Justin Fairfax accusers set to testify against him in Kavanaugh-style televised hearings

In an ominous development for Justin Fairfax, the embattled lieutenant governor of Virginia, his two accusers are poised to testify against him publicly before the Virginia House Courts of Justice Committee.

Republicans have invited the two women, Meredith Watson and Vanessa Tyson. Republican Del. Rob Bell said he wanted them to appear before the panel — along with Fairfax — to give them a “chance to be heard.” Fairfax has already been denounced by many Democrats and placed on leave by his law firm.

Watson’s lawyer said that she would appear and indicated that Tyson will also testify. This sets up a dramatic public confrontation reminiscent of the explosive Supreme Court justice nomination hearings in which Brett Kavanaugh’s accuser, Christine Blasey Ford, outlined her claim that he had sexually assaulted her decades earlier.

Fairfax, 39, who is black, was a rising Democratic star. He has clung onto his post along with Gov. Ralph Northam and Attorney General Mark Herring after they both admitted to wearing blackface years before they sought political office.
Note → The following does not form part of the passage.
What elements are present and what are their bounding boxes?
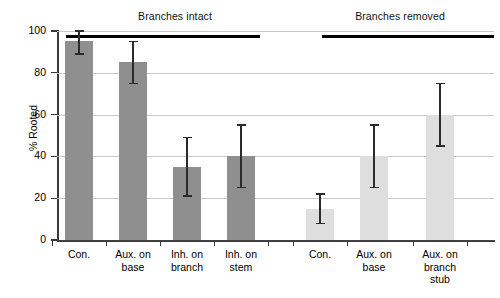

“Meredith Watson is gratified that the Virginia General Assembly has announced their intention to hold hearings, and she looks forward to testifying at this forum,” Watson’s attorney Nancy Erika Smith said in a statement Friday. “It is our understanding that the hearing will be public and televised and that Ms. Watson, Dr. Tyson and Lt. Governor Fairfax will all testify under oath and be subject to the same rules and requirement, including our right to present witnesses and corroborators.”

Watson claims Fairfax raped her in 2000 when the two were students at Duke University.
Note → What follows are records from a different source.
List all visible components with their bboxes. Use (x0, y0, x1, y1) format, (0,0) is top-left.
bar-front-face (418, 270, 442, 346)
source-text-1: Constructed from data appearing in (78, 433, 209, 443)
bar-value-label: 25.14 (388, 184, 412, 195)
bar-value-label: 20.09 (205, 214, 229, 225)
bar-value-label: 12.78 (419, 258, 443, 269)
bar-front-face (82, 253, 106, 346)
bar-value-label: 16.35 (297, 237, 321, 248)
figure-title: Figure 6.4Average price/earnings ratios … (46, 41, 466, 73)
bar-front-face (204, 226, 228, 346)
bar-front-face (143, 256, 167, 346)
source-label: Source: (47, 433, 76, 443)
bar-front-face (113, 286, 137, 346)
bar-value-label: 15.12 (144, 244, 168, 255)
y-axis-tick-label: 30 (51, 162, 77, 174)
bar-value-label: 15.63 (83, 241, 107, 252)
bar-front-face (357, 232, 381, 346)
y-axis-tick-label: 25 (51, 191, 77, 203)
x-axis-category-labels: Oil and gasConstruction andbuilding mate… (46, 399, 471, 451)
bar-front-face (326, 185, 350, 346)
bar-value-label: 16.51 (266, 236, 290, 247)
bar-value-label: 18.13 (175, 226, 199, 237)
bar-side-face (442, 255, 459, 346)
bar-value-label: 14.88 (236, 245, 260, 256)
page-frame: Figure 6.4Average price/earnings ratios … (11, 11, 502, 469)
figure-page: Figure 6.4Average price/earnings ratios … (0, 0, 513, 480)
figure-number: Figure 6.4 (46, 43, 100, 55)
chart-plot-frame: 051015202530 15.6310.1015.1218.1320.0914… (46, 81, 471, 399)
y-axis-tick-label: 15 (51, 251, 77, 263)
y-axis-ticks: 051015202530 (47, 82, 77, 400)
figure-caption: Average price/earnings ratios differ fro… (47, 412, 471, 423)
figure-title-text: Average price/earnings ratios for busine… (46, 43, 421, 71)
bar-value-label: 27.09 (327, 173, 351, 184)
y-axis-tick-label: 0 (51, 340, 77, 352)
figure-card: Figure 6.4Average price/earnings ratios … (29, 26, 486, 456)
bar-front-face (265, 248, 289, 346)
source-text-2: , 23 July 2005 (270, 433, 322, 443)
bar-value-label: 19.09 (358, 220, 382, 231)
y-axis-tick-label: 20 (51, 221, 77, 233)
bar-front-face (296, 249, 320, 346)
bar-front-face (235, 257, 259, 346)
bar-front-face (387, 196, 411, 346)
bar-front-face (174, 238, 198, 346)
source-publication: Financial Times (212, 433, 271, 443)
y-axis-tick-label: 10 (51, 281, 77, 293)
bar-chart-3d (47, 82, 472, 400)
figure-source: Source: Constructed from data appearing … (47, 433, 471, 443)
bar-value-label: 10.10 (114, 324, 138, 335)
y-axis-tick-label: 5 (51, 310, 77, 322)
She came forward after Tyson, a political science professor at Scripps College and visiting fellow at Stanford University, alleged Fairfax sexually assaulted her in 2004 at a Democratic convention in Boston. Although Tyson said the encounter was consensual at the start, she said Fairfax forced her to perform oral sex on him against her will.
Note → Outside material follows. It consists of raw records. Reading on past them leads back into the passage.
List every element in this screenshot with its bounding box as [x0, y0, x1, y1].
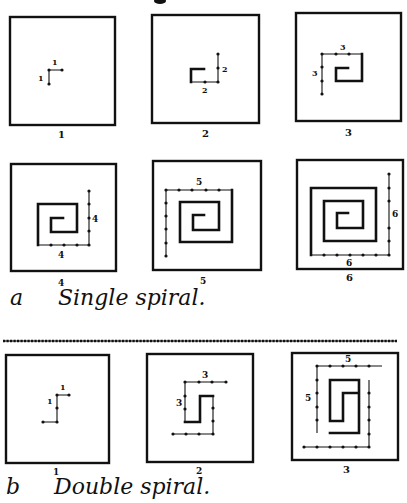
segment-label: 2	[222, 64, 228, 74]
spiral-stroke	[311, 188, 376, 255]
panel-b1: 1 1 1	[6, 355, 109, 477]
section-title: Single spiral.	[58, 285, 205, 310]
segment-label: 3	[340, 42, 346, 52]
spiral-stroke	[185, 396, 213, 422]
section-letter: a	[10, 285, 23, 310]
panel-number: 3	[343, 464, 350, 475]
section-letter: b	[6, 474, 20, 499]
panel-a2: 2 2 2	[152, 15, 259, 139]
segment-label: 1	[60, 382, 66, 392]
spiral-stroke	[336, 54, 362, 81]
segment-label: 1	[52, 57, 58, 67]
panel-b3: 5 5 3	[292, 353, 398, 475]
construction-line	[317, 366, 382, 433]
segment-label: 3	[312, 68, 318, 78]
panel-frame	[297, 160, 403, 269]
panel-frame	[152, 15, 259, 123]
panel-a5: 5 5	[153, 161, 261, 286]
panel-frame	[292, 353, 398, 460]
panel-a4: 4 4 4	[11, 164, 116, 288]
spiral-stroke	[38, 204, 77, 245]
segment-label: 1	[38, 73, 44, 83]
panel-a1: 1 1 1	[10, 17, 115, 140]
segment-label: 6	[346, 258, 352, 268]
panel-number: 2	[202, 128, 209, 139]
spiral-stroke	[180, 190, 232, 242]
panel-frame	[153, 161, 261, 270]
panel-number: 1	[58, 129, 65, 140]
spiral-construction-diagram: 1 1 1 2 2 2 3 3 3	[0, 0, 407, 503]
section-a-single-spiral: 1 1 1 2 2 2 3 3 3	[10, 13, 403, 310]
construction-line	[185, 382, 226, 422]
segment-label: 5	[196, 177, 202, 187]
panel-a3: 3 3 3	[296, 13, 401, 138]
spiral-stroke	[330, 380, 359, 433]
segment-label: 2	[202, 85, 208, 95]
panel-number: 3	[345, 127, 352, 138]
segment-label: 3	[176, 398, 182, 408]
segment-label: 1	[47, 396, 53, 406]
panel-b2: 3 3 2	[147, 354, 253, 476]
segment-label: 4	[92, 214, 98, 224]
segment-label: 3	[202, 370, 208, 380]
construction-line	[49, 70, 62, 84]
construction-line	[322, 54, 362, 94]
segment-label: 5	[345, 354, 351, 364]
section-b-double-spiral: 1 1 1 3 3 2	[6, 353, 398, 499]
spiral-stroke	[191, 69, 204, 82]
panel-number: 6	[346, 272, 353, 283]
segment-label: 6	[392, 209, 398, 219]
construction-line	[166, 190, 232, 256]
segment-label: 5	[305, 393, 311, 403]
segment-label: 4	[58, 250, 64, 260]
section-title: Double spiral.	[53, 474, 210, 499]
panel-a6: 6 6 6	[297, 160, 403, 283]
cropped-glyph-fragment	[154, 0, 166, 4]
Watson had urged the Virginia General Assembly to hold a public hearing on the matter, voicing her frustration with calls for an investigation rather than a hearing.

“Such ‘investigations’ are secret proceedings, out of the public eye, leaving victims vulnerable to selective leaks and smears. And we all know how such investigations end: with ‘inconclusive results,'” Watson wrote in an op-ed for the Washington Post.

“My privacy has already been violated, yet I am still willing to testify publicly under oath,” she said. “Tyson has made the same offer. Our plea to the Virginia General Assembly to require the same of Fairfax has been met with inaction.”